I suggest you go back to Condoleeza Rice's 9/11 testimony re the infamous memo. If you will note the date of the memo, the first Bush administration was in the fifth day in office. They were still locating and replacing the "W's" on the keyboards.
They had hundreds of thousands of briefings, documents, memos, and getting-up-to-speed to deal with. Clarke had had eight years to convince the previous administration and failed to do so. Perhaps Condi Rice and/or the current administration can be forgiven for not, on the fifth day in office, saying "Oh my God! Look what Clarke wrote. Everything must be put on hold immediately while we deal with it."

Geli, some of you will find fault if we hang you with a new rope. There are some Americans, however, who live in the real world.
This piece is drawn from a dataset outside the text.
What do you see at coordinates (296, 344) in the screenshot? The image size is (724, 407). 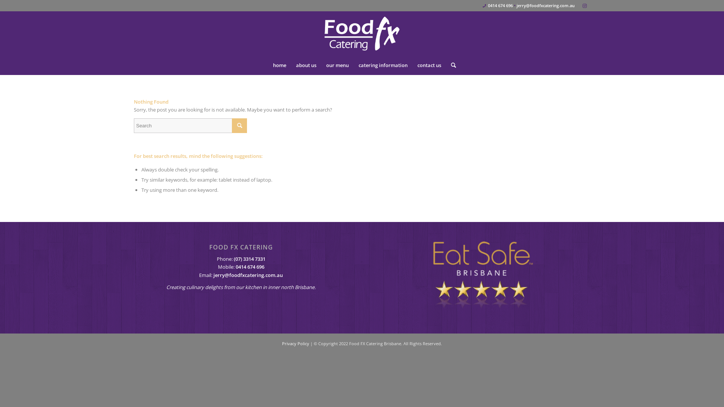 I see `Privacy Policy` at bounding box center [296, 344].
(Edited to correct misspelling)
0 Replies
 
Gelisgesti
 
  1  
Reply Sat 12 Feb, 2005 11:29 am
ican711nm wrote:
Joe Nation wrote:
I think Ican remembers reading about Clarke's memo. Clark refers to it in his book, he testified about it before the 9-11 Commission, but the text of the memo had not been released before a few days ago at the insistence of the Bush administration. ...
Smile Yes, I remember yesterday again reading about Clarke's Memo and many other communications to Rice in the 9/11 Commission Report, Chapter 6.4
www.9-11commission.gov/report/index.htm.
You and everyone else can do the same. The memo itself, while just released 2/11/2005, is very well described in the 9/11 Commission's Report formally released 9/20/2004. The implications of the memo are no greater than the implications of the memos description in the Commission's report.


You couldn't have read the memo or it's 13 page attachment when you say you did ..... it was not de-classified until two days ago ............. read the memo

kliik here
0 Replies
 
PDiddie
 
  1  
Reply Sat 12 Feb, 2005 11:38 am
ican711nm wrote:
blahblahbullshitblahblahliesandmoreliesblahblah


Is debate really possible with an ignoramus such as this?
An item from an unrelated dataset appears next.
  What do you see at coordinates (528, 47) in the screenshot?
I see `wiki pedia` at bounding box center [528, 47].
Oh wait, that's another thread (but then again, this is the only thread on the forum for a certain someone)...

Geli...<doffs hat> my compliments for your continuing efforts. Interacting with this fool is about as entertaining as putting peanut butter on the dog's nose. I don't have the will for it any more, however.

I have never observed a poster on this forum as obstinate, obtuse, and just plain obnoxious as this.